Battery Park art project on tennis great Arthur Ashe to educate, elevate
Jeremy M. Lazarus | 6/9/2017, 11:58 a.m.
Sir James Thornhill has spent the past 11 years enlivening buildings, mostly in Jackson Ward, with murals depicting often forgotten African-American heroes.
He calls it “my mission in life to use art to educate and elevate.”
With 25 such murals under his belt, the 61-year-old Richmond native is turning his sights on Battery Park.
Mr. Thornhill’s next big idea: To bring murals about Richmond great Arthur Ashe to the North Side park’s long-closed pedestrian tunnel that runs underneath Overbrook Road.
The tunnel connects the park’s basketball court with the tennis courts where the late tennis star and humanitarian began blossoming in the sport.
Mr. Thornhill said it took a year to win city permission for the $20,000 project that is being funded largely by donations.
The city Department of Parks, Recreation and Community Facilities, which operates Battery Park, is paying to clean, make repairs and light the 50-foot tunnel, he said.
The mural work is to begin next week, he said, under the banner of the UNITY Street Project that Mr. Thornhill created and leads to use art as a tool for community betterment.
He will be working with another well-known Richmond muralist, Hamilton Glass, to prep the tunnel walls on Monday, June 12, for two main murals of the late Mr. Ashe and the connecting timelines about his life and contributions.
Three other members of the UNITY team, David Marion, Michon Pittman and Keith Ramsey, also will participate in preparing the murals, he said.
The actual painting is to begin Tuesday, June 20, Mr. Thornhill said. That’s when 50 volunteers from a supporting corporation are scheduled to wield brushes.
Mr. Thornhill said members of the Battery Park Civic Association and the Richmond Tennis Association also are expected to participate in painting, as are Richmond Public Schools students, whom he said would get lessons in creating sketches for murals, mixing colors and the importance of public art.
The main murals include a portrait of Mr. Ashe and one showing him holding up his trophy after winning the 1975 singles title at Wimbledon in England.
Mr. Thornhill said while the project has received pledges of financial support from the Community Foundation and a major corporation that will cover more than half the cost, additional funds still are needed.
“We expect the project to be finished in two weeks and stand as a testament to Mr. Ashe, a world-class player and person,” he said. “Our hope is that the department will host tours for students and others to ensure he is not forgotten.”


- [WORK ORDER] A word-for-word transcription of every record is needed.

- [RAW DATA]

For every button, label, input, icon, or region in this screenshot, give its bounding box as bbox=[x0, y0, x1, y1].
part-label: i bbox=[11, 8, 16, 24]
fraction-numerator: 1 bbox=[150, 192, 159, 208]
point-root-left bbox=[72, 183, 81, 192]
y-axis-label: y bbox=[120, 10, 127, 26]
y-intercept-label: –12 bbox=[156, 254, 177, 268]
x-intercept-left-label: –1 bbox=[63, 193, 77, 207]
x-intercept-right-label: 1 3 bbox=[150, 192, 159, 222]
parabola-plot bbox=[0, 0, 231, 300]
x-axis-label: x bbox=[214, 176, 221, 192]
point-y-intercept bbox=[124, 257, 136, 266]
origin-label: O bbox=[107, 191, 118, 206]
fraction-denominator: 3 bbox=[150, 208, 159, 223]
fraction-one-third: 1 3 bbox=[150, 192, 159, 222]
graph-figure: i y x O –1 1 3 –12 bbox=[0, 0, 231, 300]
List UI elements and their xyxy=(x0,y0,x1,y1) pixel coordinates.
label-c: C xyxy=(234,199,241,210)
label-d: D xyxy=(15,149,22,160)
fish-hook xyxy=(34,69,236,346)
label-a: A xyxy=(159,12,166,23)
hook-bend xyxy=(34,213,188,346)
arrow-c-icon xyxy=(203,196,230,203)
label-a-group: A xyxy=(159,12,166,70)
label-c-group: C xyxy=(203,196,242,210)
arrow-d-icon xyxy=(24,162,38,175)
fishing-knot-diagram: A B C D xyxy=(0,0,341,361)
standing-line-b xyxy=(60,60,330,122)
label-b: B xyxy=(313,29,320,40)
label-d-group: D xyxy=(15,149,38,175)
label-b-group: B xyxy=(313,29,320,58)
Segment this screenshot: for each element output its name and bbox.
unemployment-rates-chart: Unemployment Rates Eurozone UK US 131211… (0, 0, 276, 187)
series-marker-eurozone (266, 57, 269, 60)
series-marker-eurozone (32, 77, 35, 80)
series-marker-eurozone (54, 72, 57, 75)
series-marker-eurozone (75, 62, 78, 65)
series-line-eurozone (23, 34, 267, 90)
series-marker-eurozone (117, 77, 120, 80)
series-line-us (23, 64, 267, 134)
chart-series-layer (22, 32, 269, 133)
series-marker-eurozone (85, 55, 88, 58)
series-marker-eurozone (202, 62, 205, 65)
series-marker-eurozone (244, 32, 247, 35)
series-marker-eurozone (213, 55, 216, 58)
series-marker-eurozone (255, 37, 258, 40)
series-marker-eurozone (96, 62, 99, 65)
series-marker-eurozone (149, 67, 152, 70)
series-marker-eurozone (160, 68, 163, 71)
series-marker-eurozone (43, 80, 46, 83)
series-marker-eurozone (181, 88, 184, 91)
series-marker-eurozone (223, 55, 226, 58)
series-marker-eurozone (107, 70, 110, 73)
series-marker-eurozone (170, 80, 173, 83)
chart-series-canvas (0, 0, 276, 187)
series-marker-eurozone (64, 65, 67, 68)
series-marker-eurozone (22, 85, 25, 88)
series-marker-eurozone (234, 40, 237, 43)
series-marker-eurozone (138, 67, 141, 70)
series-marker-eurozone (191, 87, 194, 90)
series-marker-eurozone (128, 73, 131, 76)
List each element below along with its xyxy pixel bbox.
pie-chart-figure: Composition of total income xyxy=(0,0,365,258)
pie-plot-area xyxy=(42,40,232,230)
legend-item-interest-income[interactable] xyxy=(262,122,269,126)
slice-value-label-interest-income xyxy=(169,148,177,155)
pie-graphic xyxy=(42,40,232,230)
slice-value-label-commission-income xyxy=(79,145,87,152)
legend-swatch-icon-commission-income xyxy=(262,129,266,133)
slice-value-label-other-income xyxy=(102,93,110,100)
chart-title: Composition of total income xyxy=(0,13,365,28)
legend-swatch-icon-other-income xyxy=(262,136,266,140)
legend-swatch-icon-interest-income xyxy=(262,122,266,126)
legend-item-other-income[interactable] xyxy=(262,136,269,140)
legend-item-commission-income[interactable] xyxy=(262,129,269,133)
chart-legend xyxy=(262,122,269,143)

- [EXERCISE OUTPUT]
For every button, label, input, icon, or region in this screenshot, give its bounding box as bbox=[x0, y0, x1, y1].
part-label: i bbox=[11, 8, 16, 24]
fraction-numerator: 1 bbox=[150, 192, 159, 208]
point-root-left bbox=[72, 183, 81, 192]
y-axis-label: y bbox=[120, 10, 127, 26]
y-intercept-label: –12 bbox=[156, 254, 177, 268]
x-intercept-left-label: –1 bbox=[63, 193, 77, 207]
x-intercept-right-label: 1 3 bbox=[150, 192, 159, 222]
parabola-plot bbox=[0, 0, 231, 300]
x-axis-label: x bbox=[214, 176, 221, 192]
point-y-intercept bbox=[124, 257, 136, 266]
origin-label: O bbox=[107, 191, 118, 206]
fraction-denominator: 3 bbox=[150, 208, 159, 223]
fraction-one-third: 1 3 bbox=[150, 192, 159, 222]
graph-figure: i y x O –1 1 3 –12 bbox=[0, 0, 231, 300]
List UI elements and their xyxy=(x0,y0,x1,y1) pixel coordinates.
label-c: C xyxy=(234,199,241,210)
label-d: D xyxy=(15,149,22,160)
fish-hook xyxy=(34,69,236,346)
label-a: A xyxy=(159,12,166,23)
hook-bend xyxy=(34,213,188,346)
arrow-c-icon xyxy=(203,196,230,203)
label-a-group: A xyxy=(159,12,166,70)
label-c-group: C xyxy=(203,196,242,210)
arrow-d-icon xyxy=(24,162,38,175)
fishing-knot-diagram: A B C D xyxy=(0,0,341,361)
standing-line-b xyxy=(60,60,330,122)
label-b: B xyxy=(313,29,320,40)
label-d-group: D xyxy=(15,149,38,175)
label-b-group: B xyxy=(313,29,320,58)
Segment this screenshot: for each element output its name and bbox.
unemployment-rates-chart: Unemployment Rates Eurozone UK US 131211… (0, 0, 276, 187)
series-marker-eurozone (266, 57, 269, 60)
series-marker-eurozone (32, 77, 35, 80)
series-marker-eurozone (54, 72, 57, 75)
series-marker-eurozone (75, 62, 78, 65)
series-line-eurozone (23, 34, 267, 90)
series-marker-eurozone (117, 77, 120, 80)
series-line-us (23, 64, 267, 134)
chart-series-layer (22, 32, 269, 133)
series-marker-eurozone (85, 55, 88, 58)
series-marker-eurozone (202, 62, 205, 65)
series-marker-eurozone (244, 32, 247, 35)
series-marker-eurozone (213, 55, 216, 58)
series-marker-eurozone (255, 37, 258, 40)
series-marker-eurozone (96, 62, 99, 65)
series-marker-eurozone (149, 67, 152, 70)
series-marker-eurozone (160, 68, 163, 71)
series-marker-eurozone (43, 80, 46, 83)
series-marker-eurozone (181, 88, 184, 91)
series-marker-eurozone (223, 55, 226, 58)
series-marker-eurozone (107, 70, 110, 73)
series-marker-eurozone (170, 80, 173, 83)
chart-series-canvas (0, 0, 276, 187)
series-marker-eurozone (64, 65, 67, 68)
series-marker-eurozone (22, 85, 25, 88)
series-marker-eurozone (234, 40, 237, 43)
series-marker-eurozone (138, 67, 141, 70)
series-marker-eurozone (191, 87, 194, 90)
series-marker-eurozone (128, 73, 131, 76)
List each element below along with its xyxy pixel bbox.
pie-chart-figure: Composition of total income xyxy=(0,0,365,258)
pie-plot-area xyxy=(42,40,232,230)
legend-item-interest-income[interactable] xyxy=(262,122,269,126)
slice-value-label-interest-income xyxy=(169,148,177,155)
pie-graphic xyxy=(42,40,232,230)
slice-value-label-commission-income xyxy=(79,145,87,152)
legend-swatch-icon-commission-income xyxy=(262,129,266,133)
slice-value-label-other-income xyxy=(102,93,110,100)
chart-title: Composition of total income xyxy=(0,13,365,28)
legend-swatch-icon-other-income xyxy=(262,136,266,140)
legend-swatch-icon-interest-income xyxy=(262,122,266,126)
legend-item-other-income[interactable] xyxy=(262,136,269,140)
legend-item-commission-income[interactable] xyxy=(262,129,269,133)
chart-legend xyxy=(262,122,269,143)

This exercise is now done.